GABBLER RECOMMENDS: THE “UNMASKING” OF ELENA FERRANTE by Alexandra Schwartz

 

‘Ferrante’s steadfast artistic choice to be anonymous can only be that: an artistic choice, made at the beginning of her writing career for private reasons that she deemed essential. The cost of anonymity is high; she told her publisher that she would do nothing to promote her books, and, indeed, they could well have sunk to the bottom of the literary river without a trace. That they succeeded, and reached the kind of audience they have, has happened, if anything, in spite of Ferrante’s anonymity, not because of it. Its costs continue. One particularly bizarre and offensive claim of Gatti’s is that his “exposure” of Anita Raja as Ferrante leaves “open the possibility of some kind of unofficial collaboration with her husband, the writer Starnone.” Ferrante’s anonymity has apparently now made her vulnerable to the accusation that she has not been able to write her books without leaning creatively on a man.

The only solace in this whole mess may be the character of Gatti. He, not Ferrante, seems to be the fictional persona, a puffed-up pedant straight out of Nabokov, right down to his Nabokovian name: Claudio the Cat, prowling around in search of secrets. Gatti is the kind of reader who sees “clues” in a writer’s work, as if she has constructed a puzzle to be solved rather than written a novel to be read. Even as he crows that Raja’s life shares almost nothing in its particulars with the world of Ferrante’s novels, he holds up as definitive a few corroborating crumbs: the fact that Raja’s aunt was named Elena, for example, or that Nino, the name of the man the character Elena loves, is the family nickname of Domenico Starnone. Like Charles Kinbote, the unstable narrator of “Pale Fire,” who takes it upon himself to “annotate” the final poem of his famous neighbor, John Shade, Gatti seems to believe that he can obtain power over a great writer by exposing her, not for the purpose of interpretation or greater understanding but simply for the sake of being the first to do it.’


## Goal of the exercise
Every line that contains "date" must be located and copied from the data.

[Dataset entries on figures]

-.-.-

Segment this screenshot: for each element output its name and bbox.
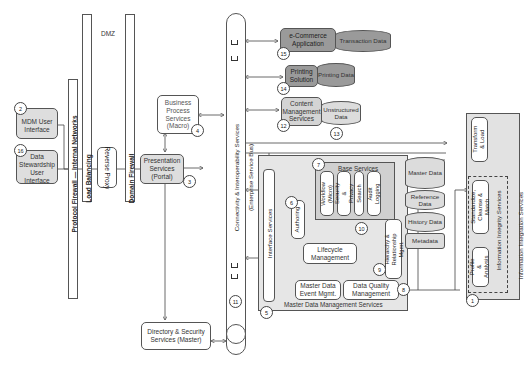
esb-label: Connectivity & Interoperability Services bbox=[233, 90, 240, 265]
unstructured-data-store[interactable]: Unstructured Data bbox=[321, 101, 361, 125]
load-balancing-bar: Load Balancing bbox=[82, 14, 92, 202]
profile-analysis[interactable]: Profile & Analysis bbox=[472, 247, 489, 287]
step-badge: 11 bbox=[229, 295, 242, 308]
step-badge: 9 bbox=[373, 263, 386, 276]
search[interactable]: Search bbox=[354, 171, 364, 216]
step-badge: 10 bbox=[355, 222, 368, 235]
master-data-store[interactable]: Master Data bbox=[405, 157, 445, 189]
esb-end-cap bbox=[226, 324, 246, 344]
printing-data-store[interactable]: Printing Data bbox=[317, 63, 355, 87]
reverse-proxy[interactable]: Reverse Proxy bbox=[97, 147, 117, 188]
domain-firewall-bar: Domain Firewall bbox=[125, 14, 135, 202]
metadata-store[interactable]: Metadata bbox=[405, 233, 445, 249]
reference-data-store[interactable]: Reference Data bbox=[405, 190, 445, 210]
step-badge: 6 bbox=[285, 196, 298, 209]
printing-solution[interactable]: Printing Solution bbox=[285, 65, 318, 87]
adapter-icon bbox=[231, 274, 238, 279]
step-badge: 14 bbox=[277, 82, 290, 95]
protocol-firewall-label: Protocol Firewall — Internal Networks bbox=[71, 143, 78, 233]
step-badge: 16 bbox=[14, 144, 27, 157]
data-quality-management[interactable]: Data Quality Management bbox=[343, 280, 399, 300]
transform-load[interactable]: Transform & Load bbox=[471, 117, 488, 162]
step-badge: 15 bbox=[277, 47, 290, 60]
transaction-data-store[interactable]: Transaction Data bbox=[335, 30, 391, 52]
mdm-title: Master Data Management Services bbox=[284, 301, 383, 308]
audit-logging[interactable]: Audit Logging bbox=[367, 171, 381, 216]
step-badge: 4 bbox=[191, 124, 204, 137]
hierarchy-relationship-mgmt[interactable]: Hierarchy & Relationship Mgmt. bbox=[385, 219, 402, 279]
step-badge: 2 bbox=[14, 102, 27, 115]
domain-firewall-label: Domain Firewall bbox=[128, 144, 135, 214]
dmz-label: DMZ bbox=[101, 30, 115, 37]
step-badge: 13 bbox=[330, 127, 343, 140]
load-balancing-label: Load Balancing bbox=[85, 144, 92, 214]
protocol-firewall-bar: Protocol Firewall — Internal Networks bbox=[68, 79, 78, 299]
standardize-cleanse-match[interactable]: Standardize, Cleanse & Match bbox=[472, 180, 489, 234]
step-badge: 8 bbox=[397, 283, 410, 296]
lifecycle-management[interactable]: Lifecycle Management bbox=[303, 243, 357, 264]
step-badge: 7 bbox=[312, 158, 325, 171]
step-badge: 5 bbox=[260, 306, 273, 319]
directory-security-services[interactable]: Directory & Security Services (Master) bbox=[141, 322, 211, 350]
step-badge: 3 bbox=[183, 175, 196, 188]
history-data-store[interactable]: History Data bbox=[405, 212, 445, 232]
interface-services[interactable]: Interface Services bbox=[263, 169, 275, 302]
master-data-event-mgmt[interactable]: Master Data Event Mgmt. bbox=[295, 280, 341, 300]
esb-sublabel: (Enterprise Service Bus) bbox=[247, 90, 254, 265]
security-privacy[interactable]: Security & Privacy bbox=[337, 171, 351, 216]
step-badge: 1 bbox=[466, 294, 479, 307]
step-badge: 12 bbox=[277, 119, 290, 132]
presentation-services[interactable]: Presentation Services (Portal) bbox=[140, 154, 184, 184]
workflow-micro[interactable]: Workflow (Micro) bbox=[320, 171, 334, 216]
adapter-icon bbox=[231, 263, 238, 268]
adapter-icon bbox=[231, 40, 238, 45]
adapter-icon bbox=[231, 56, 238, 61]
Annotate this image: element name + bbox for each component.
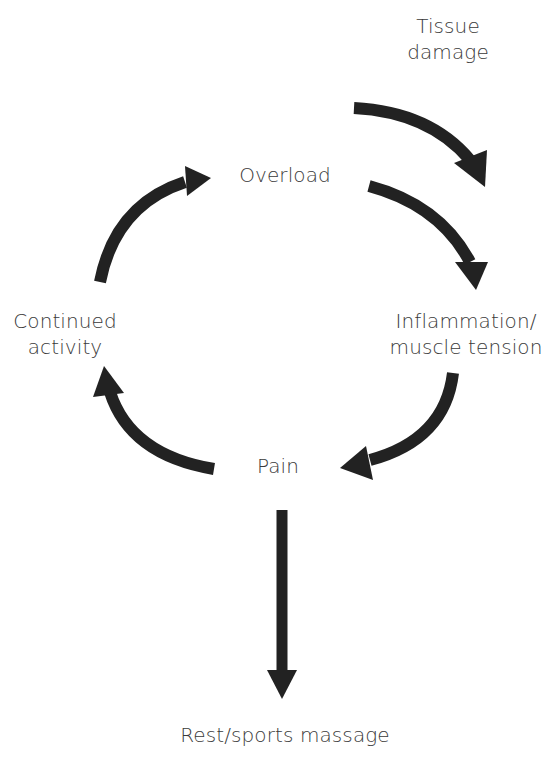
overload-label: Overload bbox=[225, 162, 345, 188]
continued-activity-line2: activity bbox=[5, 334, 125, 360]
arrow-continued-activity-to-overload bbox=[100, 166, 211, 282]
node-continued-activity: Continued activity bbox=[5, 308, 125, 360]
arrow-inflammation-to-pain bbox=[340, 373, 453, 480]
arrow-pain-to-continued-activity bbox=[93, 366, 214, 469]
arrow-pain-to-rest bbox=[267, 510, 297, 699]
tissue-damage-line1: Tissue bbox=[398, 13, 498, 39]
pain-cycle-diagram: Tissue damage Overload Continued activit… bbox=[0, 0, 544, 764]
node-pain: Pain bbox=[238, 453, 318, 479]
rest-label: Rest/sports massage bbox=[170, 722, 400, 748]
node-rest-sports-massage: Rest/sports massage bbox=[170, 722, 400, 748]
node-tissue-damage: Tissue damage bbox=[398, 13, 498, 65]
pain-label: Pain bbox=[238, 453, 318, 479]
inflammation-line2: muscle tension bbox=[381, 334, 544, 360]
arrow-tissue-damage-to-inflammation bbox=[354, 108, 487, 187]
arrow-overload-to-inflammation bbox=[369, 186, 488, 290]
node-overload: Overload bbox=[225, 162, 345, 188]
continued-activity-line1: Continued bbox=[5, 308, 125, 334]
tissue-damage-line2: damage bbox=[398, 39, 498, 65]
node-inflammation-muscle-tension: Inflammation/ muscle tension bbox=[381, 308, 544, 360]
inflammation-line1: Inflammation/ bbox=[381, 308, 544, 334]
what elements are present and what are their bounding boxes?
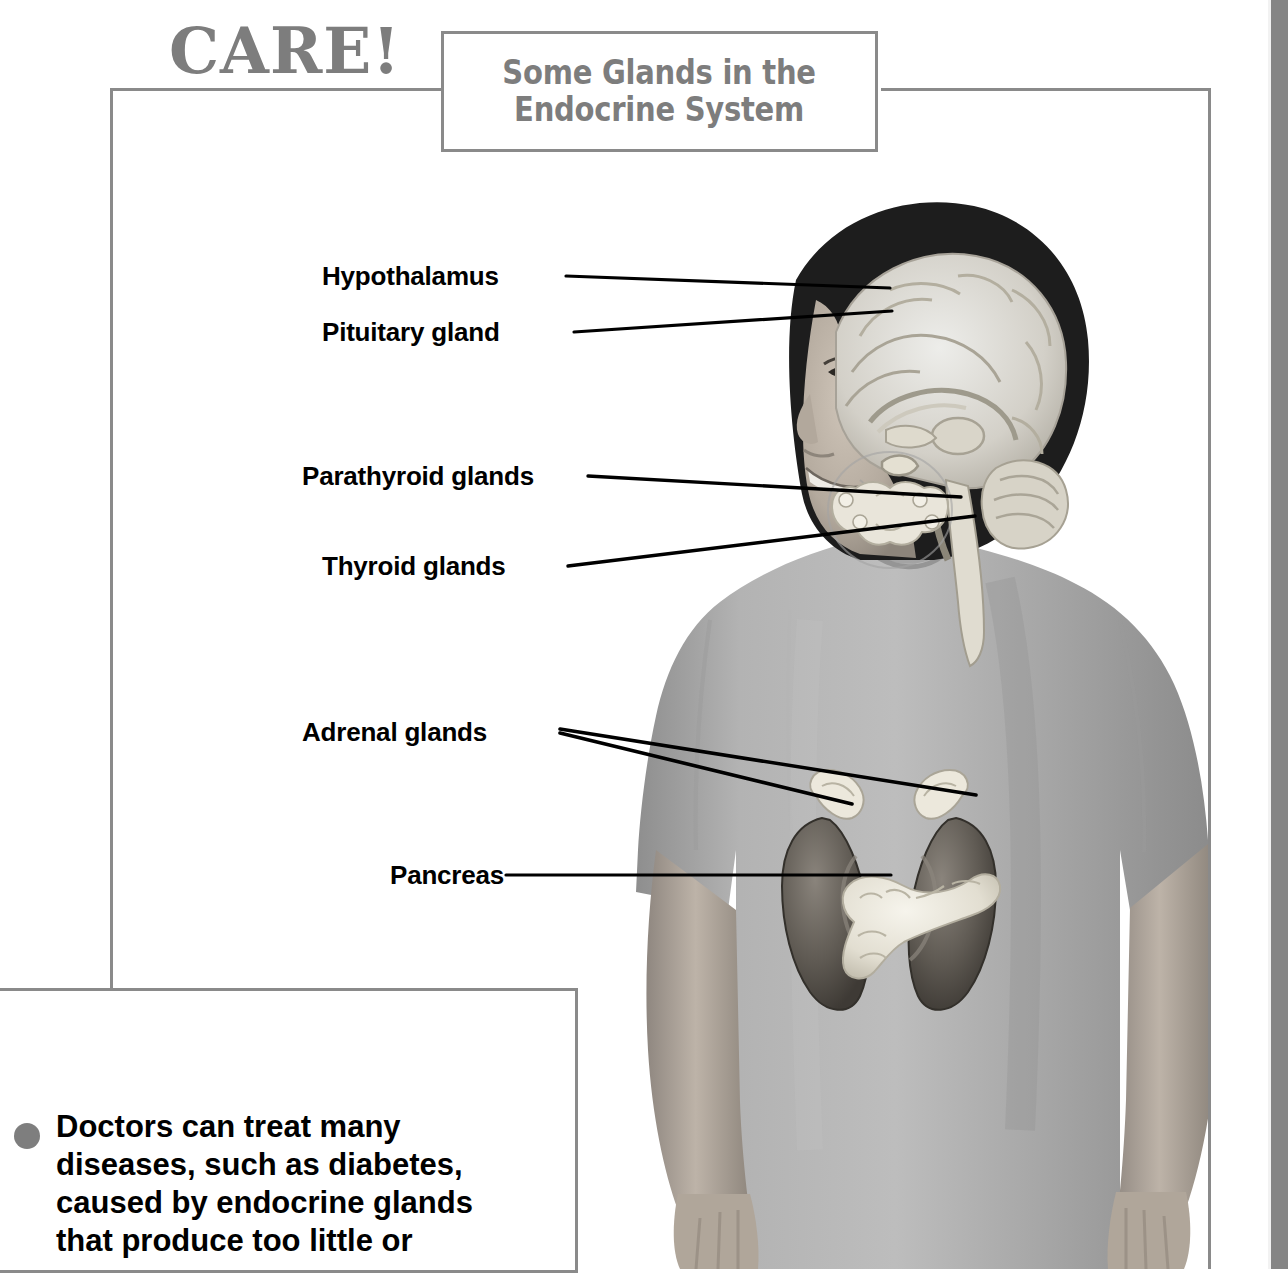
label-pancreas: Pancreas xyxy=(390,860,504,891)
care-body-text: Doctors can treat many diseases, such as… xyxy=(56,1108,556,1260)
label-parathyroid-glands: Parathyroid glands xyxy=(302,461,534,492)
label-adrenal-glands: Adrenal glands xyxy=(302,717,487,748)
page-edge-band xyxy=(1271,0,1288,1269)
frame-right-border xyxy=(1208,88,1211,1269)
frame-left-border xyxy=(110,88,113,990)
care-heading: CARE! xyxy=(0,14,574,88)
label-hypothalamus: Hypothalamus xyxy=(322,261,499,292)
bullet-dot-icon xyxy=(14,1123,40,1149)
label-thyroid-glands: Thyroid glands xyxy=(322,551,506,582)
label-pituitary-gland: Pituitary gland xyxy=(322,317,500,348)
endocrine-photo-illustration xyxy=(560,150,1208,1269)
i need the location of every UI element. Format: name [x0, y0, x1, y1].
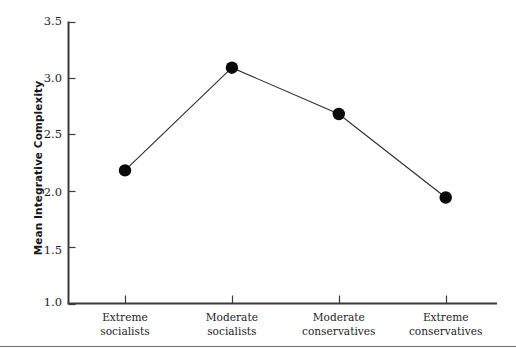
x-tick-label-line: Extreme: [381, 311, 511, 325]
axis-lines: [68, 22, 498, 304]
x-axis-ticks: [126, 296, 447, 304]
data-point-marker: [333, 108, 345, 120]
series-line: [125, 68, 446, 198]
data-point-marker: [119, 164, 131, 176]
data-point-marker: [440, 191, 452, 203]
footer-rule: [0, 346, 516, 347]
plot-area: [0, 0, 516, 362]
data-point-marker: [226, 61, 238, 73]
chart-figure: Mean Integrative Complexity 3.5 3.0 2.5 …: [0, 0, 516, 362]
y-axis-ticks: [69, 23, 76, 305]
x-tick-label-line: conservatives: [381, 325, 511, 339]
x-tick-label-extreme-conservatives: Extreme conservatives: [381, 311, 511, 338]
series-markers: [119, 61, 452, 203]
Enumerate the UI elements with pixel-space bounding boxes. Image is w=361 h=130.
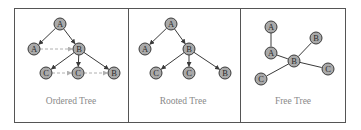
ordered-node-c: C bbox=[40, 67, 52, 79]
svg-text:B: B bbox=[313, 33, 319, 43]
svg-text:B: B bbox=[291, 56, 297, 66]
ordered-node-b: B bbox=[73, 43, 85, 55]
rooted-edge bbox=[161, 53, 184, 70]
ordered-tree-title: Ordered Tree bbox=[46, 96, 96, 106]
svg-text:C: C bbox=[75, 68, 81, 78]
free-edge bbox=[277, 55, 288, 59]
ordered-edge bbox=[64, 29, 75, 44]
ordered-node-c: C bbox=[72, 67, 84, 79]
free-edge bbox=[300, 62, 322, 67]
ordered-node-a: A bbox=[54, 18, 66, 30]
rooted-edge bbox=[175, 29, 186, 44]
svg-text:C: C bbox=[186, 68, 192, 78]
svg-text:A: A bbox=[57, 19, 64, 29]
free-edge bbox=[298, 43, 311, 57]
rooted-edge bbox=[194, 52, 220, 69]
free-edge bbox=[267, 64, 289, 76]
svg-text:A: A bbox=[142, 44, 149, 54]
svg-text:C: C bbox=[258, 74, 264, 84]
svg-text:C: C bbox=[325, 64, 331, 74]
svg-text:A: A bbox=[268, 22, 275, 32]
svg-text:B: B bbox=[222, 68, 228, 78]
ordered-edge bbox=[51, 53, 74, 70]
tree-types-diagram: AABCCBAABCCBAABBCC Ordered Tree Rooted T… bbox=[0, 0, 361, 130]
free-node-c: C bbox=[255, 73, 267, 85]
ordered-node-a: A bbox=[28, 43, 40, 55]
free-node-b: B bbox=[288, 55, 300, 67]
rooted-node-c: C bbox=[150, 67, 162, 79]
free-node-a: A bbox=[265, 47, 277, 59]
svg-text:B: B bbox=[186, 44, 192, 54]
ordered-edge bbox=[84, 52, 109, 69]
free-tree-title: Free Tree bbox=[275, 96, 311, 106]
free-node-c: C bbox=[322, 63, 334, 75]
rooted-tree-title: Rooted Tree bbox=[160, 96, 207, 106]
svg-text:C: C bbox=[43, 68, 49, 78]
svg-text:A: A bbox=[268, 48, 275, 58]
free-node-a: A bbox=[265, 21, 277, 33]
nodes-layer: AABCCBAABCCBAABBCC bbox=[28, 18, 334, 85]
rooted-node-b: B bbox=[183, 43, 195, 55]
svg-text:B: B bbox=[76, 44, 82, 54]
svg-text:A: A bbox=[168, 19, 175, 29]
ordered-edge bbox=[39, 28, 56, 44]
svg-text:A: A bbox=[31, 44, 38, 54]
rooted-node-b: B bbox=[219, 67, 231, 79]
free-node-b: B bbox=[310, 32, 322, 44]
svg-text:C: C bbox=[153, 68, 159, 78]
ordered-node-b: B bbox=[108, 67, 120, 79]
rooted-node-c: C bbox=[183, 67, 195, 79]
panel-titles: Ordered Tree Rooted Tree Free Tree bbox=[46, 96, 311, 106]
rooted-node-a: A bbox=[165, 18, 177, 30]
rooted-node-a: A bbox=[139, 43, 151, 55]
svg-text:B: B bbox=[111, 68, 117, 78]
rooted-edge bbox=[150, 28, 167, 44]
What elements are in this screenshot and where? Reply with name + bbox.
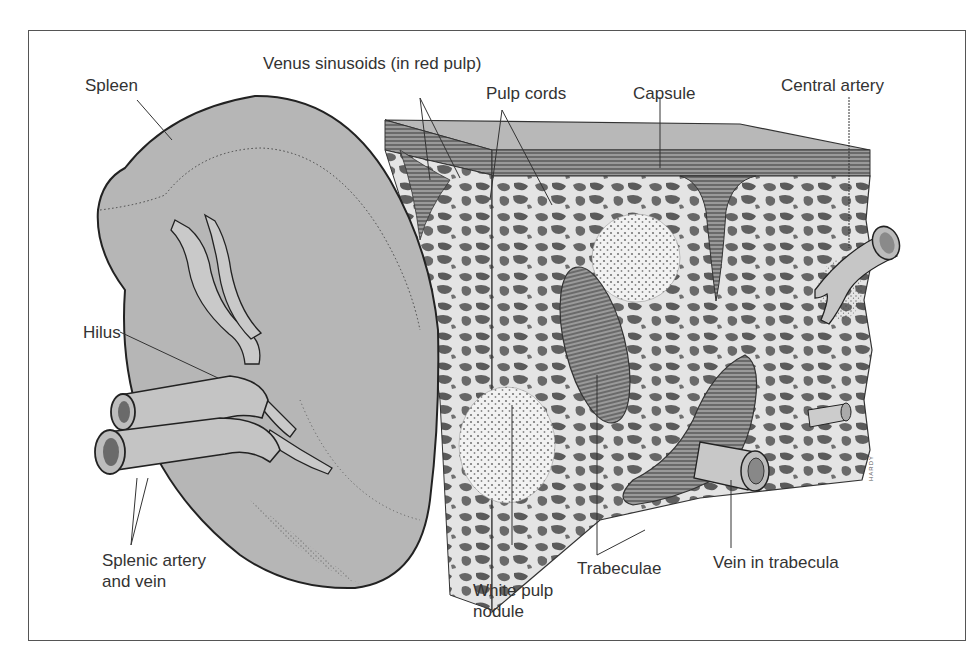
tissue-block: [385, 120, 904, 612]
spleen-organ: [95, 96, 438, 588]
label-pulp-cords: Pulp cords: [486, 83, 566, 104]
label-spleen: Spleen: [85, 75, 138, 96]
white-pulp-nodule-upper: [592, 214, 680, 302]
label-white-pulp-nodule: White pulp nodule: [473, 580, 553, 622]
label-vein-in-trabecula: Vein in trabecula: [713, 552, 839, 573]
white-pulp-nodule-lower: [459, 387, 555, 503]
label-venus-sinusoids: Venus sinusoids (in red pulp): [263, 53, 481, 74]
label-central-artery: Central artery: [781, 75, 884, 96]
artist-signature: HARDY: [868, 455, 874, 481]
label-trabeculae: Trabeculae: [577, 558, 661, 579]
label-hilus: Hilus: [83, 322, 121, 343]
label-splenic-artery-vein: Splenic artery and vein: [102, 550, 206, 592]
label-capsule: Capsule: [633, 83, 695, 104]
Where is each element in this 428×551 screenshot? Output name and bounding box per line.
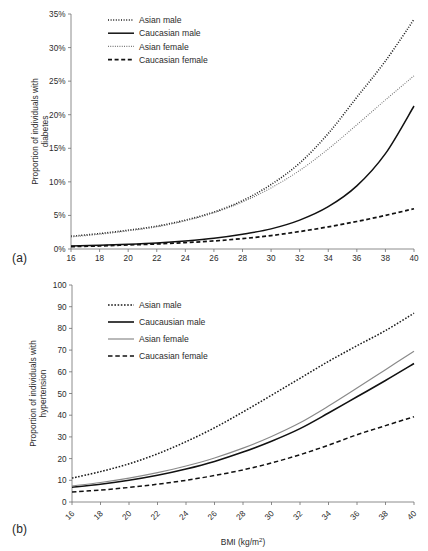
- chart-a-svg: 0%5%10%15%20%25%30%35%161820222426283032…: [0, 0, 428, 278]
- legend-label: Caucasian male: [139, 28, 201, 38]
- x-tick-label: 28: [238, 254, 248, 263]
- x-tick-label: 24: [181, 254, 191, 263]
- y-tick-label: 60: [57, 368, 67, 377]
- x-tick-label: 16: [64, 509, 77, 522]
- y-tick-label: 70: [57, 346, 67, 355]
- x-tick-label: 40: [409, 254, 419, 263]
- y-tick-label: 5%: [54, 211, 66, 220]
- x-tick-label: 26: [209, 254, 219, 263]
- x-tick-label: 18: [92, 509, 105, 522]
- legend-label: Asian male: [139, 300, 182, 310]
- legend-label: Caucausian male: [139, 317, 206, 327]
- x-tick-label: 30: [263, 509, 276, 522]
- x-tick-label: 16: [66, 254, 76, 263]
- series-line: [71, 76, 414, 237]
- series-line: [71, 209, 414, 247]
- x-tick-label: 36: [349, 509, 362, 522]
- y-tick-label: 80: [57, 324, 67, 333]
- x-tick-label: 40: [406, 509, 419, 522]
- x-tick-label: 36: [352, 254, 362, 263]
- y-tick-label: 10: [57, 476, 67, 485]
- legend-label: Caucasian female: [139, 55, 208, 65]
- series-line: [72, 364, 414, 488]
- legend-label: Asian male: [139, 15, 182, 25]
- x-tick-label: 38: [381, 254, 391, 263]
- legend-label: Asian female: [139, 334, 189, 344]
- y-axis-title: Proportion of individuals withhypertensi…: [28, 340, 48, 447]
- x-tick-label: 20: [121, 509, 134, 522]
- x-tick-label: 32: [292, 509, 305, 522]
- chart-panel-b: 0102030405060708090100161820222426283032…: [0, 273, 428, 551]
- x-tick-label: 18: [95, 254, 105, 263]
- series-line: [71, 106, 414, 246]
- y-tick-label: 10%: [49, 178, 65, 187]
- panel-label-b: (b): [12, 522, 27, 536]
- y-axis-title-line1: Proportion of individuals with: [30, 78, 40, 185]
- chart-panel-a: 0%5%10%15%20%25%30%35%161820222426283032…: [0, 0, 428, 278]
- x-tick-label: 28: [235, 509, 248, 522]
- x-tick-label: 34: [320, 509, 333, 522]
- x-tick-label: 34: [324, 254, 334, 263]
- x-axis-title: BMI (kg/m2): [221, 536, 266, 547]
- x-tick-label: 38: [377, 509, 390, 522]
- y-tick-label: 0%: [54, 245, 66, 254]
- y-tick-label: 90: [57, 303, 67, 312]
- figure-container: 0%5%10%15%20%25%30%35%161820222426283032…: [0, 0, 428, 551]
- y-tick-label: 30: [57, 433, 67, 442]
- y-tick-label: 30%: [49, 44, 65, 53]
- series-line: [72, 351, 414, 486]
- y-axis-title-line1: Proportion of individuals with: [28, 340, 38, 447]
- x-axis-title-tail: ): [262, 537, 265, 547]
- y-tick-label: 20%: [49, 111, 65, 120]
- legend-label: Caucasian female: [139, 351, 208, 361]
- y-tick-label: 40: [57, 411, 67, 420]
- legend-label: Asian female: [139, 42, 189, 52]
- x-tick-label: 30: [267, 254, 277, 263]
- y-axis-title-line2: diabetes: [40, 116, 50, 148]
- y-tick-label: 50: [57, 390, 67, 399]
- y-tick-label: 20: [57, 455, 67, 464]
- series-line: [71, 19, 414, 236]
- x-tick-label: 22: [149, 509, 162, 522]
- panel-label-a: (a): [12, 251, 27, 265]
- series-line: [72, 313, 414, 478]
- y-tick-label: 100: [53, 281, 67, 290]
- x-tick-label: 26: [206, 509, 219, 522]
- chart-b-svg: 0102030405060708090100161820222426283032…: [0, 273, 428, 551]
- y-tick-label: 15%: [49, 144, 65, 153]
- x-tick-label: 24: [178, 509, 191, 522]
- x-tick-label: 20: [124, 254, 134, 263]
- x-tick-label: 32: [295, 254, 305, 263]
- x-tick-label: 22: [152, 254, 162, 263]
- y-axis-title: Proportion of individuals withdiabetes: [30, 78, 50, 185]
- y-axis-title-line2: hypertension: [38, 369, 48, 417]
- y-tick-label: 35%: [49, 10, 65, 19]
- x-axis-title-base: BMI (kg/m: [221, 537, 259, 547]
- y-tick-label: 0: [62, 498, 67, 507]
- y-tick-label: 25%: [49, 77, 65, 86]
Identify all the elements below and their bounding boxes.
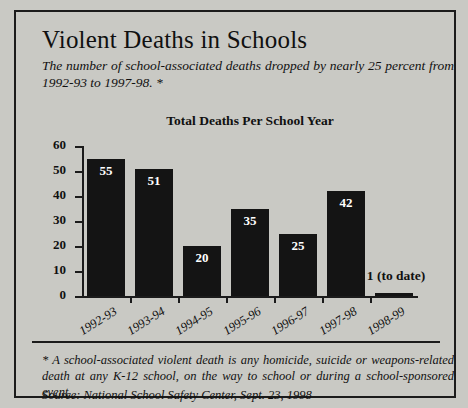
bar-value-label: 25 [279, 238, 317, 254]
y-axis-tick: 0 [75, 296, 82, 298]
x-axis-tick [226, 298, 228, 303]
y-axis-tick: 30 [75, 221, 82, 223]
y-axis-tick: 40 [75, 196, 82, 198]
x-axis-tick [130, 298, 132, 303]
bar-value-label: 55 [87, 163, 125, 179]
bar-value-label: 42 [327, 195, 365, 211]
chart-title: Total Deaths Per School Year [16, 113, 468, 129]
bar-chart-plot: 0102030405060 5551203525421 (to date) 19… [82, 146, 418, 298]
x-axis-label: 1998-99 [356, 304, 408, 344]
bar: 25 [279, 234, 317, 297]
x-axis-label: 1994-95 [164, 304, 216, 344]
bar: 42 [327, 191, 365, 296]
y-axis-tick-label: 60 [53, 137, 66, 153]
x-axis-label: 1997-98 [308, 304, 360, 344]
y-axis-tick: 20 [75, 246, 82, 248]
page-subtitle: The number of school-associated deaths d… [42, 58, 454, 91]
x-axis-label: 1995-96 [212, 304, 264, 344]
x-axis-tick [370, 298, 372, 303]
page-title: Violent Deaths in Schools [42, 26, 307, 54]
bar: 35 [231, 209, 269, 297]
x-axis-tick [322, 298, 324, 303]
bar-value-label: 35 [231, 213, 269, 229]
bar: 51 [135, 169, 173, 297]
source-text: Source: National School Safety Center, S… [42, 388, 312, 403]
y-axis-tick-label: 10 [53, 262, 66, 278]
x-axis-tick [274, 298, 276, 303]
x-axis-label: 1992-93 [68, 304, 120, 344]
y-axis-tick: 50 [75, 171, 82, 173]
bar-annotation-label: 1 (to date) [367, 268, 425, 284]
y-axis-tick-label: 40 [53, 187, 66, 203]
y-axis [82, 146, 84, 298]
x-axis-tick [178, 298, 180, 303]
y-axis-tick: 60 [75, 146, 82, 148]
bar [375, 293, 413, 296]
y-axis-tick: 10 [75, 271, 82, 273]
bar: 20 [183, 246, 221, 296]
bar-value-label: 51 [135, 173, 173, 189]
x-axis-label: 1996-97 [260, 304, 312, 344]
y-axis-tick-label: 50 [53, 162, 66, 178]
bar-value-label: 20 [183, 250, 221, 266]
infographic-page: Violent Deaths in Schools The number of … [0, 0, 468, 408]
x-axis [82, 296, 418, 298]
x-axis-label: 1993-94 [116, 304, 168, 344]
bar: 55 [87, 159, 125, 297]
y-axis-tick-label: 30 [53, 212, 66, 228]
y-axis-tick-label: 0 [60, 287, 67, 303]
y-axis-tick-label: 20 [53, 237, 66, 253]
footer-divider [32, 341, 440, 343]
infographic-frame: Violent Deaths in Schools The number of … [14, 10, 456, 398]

-.-.-

## Answer box
bar-chart-plot: 0102030405060 5551203525421 (to date) 19… [82, 146, 418, 298]
bar-annotation-label: 1 (to date) [367, 268, 425, 284]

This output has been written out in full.